If ever there was a clue to the playful atmosphere of a house’s interior, it would be the tongue-in-cheek nomenclature of Gavin Houghton’s Tangier getaway: La Di Dar. With its signature stripes and patterns in a palette of emerald green, scarlet, and white, his dar (“home” in Arabic) is a mecca for those who appreciate bold pattern, saturated color, and a certain joie de vivre often missing in the muted, monochrome, tastefully modulated rooms that seem to multiply daily on Instagram. In Houghton’s own words, “International beige on beige is not for me”—or for any of the clients who enlist him as decorator.
Houghton, who honed his classic-with-a-twist aesthetic as an editorial stylist, is now a favorite of creative clients like artist Annie Morris, Pink Floyd’s David Gilmour, and the writer Polly Samson. An effervescent multitasker, he also creates idiosyncratic pottery (reminiscent of Jean Cocteau or Pablo Picasso, it has gained quite a following) and watercolor paintings, working from a charming garden-shed studio in his London home, or, when in Tangier, an atelier-cum-bedroom that he added to an upper story of the house five years ago. Then there are the Tangier Painting Holidays, which he runs with longtime pal Joan Hecktermann, that attract pupils keen to draw and paint in extraordinary surroundings (Veere Grenney’s garden, for example).
Tangier has long been an unofficial clubhouse for roaming bohemians, a magnet for decorators, antiquarians, artists, writers, and aesthetes, so, naturally, when Houghton visited 20 years ago, he fit right in. The first house he rented with a group of friends had once been a base for Francis Bacon, who “left his brush strokes on a wall of the shed,” he recalls. Eventually, after numerous annual trips and with an ever-expanding local network of stylish friends, he casually asked a realtor to show him some houses. One of them, a four-story riad, brimmed with potential—especially for Houghton, who was just the right person to see past the somewhat seedy exterior. (“Up the steps, through a dark passageway, and past the sleeping heroin addict” were the directions issued on my first visit there.)
Anyone who has been enthralled by images of Houghton’s red-and-white-striped London stairwell is bound to enjoy the Tangier application of the designer’s signature style at La Di Dar. The rooms sing with dynamic pattern, and there’s as much attention lavished on outdoor spaces as the interiors. The courtyard on the upper floor of the four-story house provides a central living space, with doors to the kitchen on one side and the L-shaped sitting and dining room on the other. The floor is covered in zigzagging emerald-and-white Moroccan zellige tiles with green garden chairs to match; at lunch, guests might find the table dressed in jaunty red gingham or a blue ikat tablecloth teamed with green cabbage plates acquired at Casabarata, Tangier’s enormous home-goods flea market. Sunsets are best appreciated with gin and tonics on the top terrace, where Houghton added a long tiled banquette.
If you’re looking for more stripes, you’ll find them in the sitting room, where they adorn the ceiling and tiled fireplace, as well as a built-in sofa topped with piles of red-and-white cushions. Houghton has a knack for using simple fabrics—block prints, ikats, stripes—to modernize traditional pieces like the room’s Edwardian tufted sofa. Pieces of what he refers to as “brown furniture”—bought in London and shipped over in a container—unite his English roots with the exoticism of the Moorish architecture, adding a coziness that makes you want to linger by the hearth.
While Houghton admits that the original game plan was to find a “retirement base” with a more temperate climate than his home in London, it’s hard to imagine him abandoning any of his art and design projects any time soon. In fact, they are multiplying, with more painting holiday dates being added to the schedule, and a recently acquired house close to La Di Dar that he intends to tackle next. Far from retreating, Houghton is having a ball.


All of the data goes into your copy exactly as written. Images do not.

- DATA IN THIS EXERCISE
□ □ □ □ □

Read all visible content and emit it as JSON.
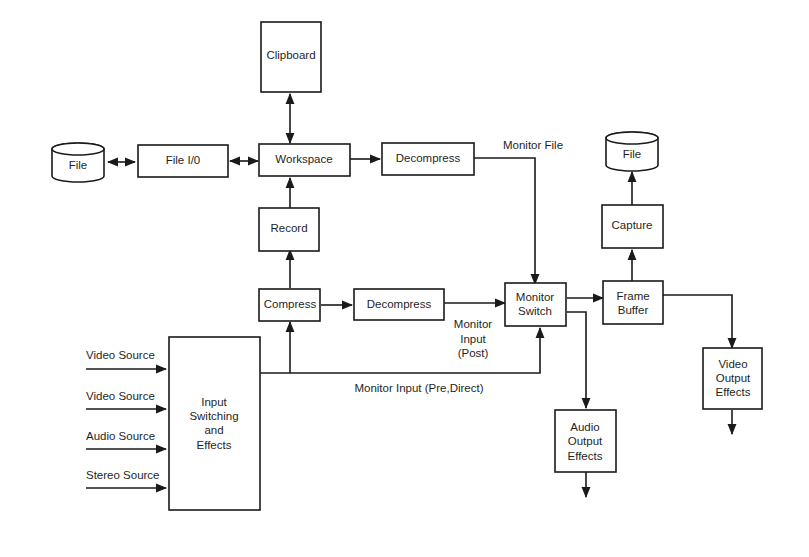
{
  "diagram": {
    "type": "block-diagram",
    "nodes": {
      "clipboard": {
        "label": "Clipboard"
      },
      "file_left": {
        "label": "File",
        "shape": "cylinder"
      },
      "file_io": {
        "label": "File I/0"
      },
      "workspace": {
        "label": "Workspace"
      },
      "decompress_top": {
        "label": "Decompress"
      },
      "file_right": {
        "label": "File",
        "shape": "cylinder"
      },
      "capture": {
        "label": "Capture"
      },
      "record": {
        "label": "Record"
      },
      "compress": {
        "label": "Compress"
      },
      "decompress_mid": {
        "label": "Decompress"
      },
      "monitor_switch": {
        "lines": [
          "Monitor",
          "Switch"
        ]
      },
      "frame_buffer": {
        "lines": [
          "Frame",
          "Buffer"
        ]
      },
      "input_switching": {
        "lines": [
          "Input",
          "Switching",
          "and",
          "Effects"
        ]
      },
      "video_output_effects": {
        "lines": [
          "Video",
          "Output",
          "Effects"
        ]
      },
      "audio_output_effects": {
        "lines": [
          "Audio",
          "Output",
          "Effects"
        ]
      }
    },
    "sources": [
      {
        "label": "Video Source"
      },
      {
        "label": "Video Source"
      },
      {
        "label": "Audio Source"
      },
      {
        "label": "Stereo Source"
      }
    ],
    "edge_labels": {
      "monitor_file": "Monitor File",
      "monitor_input_post": [
        "Monitor",
        "Input",
        "(Post)"
      ],
      "monitor_input_pre_direct": "Monitor Input (Pre,Direct)"
    },
    "edges": [
      {
        "from": "file_left",
        "to": "file_io",
        "bidirectional": true
      },
      {
        "from": "file_io",
        "to": "workspace",
        "bidirectional": true
      },
      {
        "from": "workspace",
        "to": "clipboard",
        "bidirectional": true
      },
      {
        "from": "workspace",
        "to": "decompress_top"
      },
      {
        "from": "decompress_top",
        "to": "monitor_switch",
        "label": "Monitor File"
      },
      {
        "from": "record",
        "to": "workspace"
      },
      {
        "from": "compress",
        "to": "record"
      },
      {
        "from": "compress",
        "to": "decompress_mid"
      },
      {
        "from": "decompress_mid",
        "to": "monitor_switch",
        "label": "Monitor Input (Post)"
      },
      {
        "from": "input_switching",
        "to": "compress"
      },
      {
        "from": "input_switching",
        "to": "monitor_switch",
        "label": "Monitor Input (Pre,Direct)"
      },
      {
        "from": "monitor_switch",
        "to": "frame_buffer"
      },
      {
        "from": "monitor_switch",
        "to": "audio_output_effects"
      },
      {
        "from": "frame_buffer",
        "to": "capture"
      },
      {
        "from": "capture",
        "to": "file_right"
      },
      {
        "from": "frame_buffer",
        "to": "video_output_effects"
      }
    ]
  }
}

□ □ □ □ □

- SOLVED PROBLEM
Read all visible content and emit it as JSON.
{
  "diagram": {
    "type": "block-diagram",
    "nodes": {
      "clipboard": {
        "label": "Clipboard"
      },
      "file_left": {
        "label": "File",
        "shape": "cylinder"
      },
      "file_io": {
        "label": "File I/0"
      },
      "workspace": {
        "label": "Workspace"
      },
      "decompress_top": {
        "label": "Decompress"
      },
      "file_right": {
        "label": "File",
        "shape": "cylinder"
      },
      "capture": {
        "label": "Capture"
      },
      "record": {
        "label": "Record"
      },
      "compress": {
        "label": "Compress"
      },
      "decompress_mid": {
        "label": "Decompress"
      },
      "monitor_switch": {
        "lines": [
          "Monitor",
          "Switch"
        ]
      },
      "frame_buffer": {
        "lines": [
          "Frame",
          "Buffer"
        ]
      },
      "input_switching": {
        "lines": [
          "Input",
          "Switching",
          "and",
          "Effects"
        ]
      },
      "video_output_effects": {
        "lines": [
          "Video",
          "Output",
          "Effects"
        ]
      },
      "audio_output_effects": {
        "lines": [
          "Audio",
          "Output",
          "Effects"
        ]
      }
    },
    "sources": [
      {
        "label": "Video Source"
      },
      {
        "label": "Video Source"
      },
      {
        "label": "Audio Source"
      },
      {
        "label": "Stereo Source"
      }
    ],
    "edge_labels": {
      "monitor_file": "Monitor File",
      "monitor_input_post": [
        "Monitor",
        "Input",
        "(Post)"
      ],
      "monitor_input_pre_direct": "Monitor Input (Pre,Direct)"
    },
    "edges": [
      {
        "from": "file_left",
        "to": "file_io",
        "bidirectional": true
      },
      {
        "from": "file_io",
        "to": "workspace",
        "bidirectional": true
      },
      {
        "from": "workspace",
        "to": "clipboard",
        "bidirectional": true
      },
      {
        "from": "workspace",
        "to": "decompress_top"
      },
      {
        "from": "decompress_top",
        "to": "monitor_switch",
        "label": "Monitor File"
      },
      {
        "from": "record",
        "to": "workspace"
      },
      {
        "from": "compress",
        "to": "record"
      },
      {
        "from": "compress",
        "to": "decompress_mid"
      },
      {
        "from": "decompress_mid",
        "to": "monitor_switch",
        "label": "Monitor Input (Post)"
      },
      {
        "from": "input_switching",
        "to": "compress"
      },
      {
        "from": "input_switching",
        "to": "monitor_switch",
        "label": "Monitor Input (Pre,Direct)"
      },
      {
        "from": "monitor_switch",
        "to": "frame_buffer"
      },
      {
        "from": "monitor_switch",
        "to": "audio_output_effects"
      },
      {
        "from": "frame_buffer",
        "to": "capture"
      },
      {
        "from": "capture",
        "to": "file_right"
      },
      {
        "from": "frame_buffer",
        "to": "video_output_effects"
      }
    ]
  }
}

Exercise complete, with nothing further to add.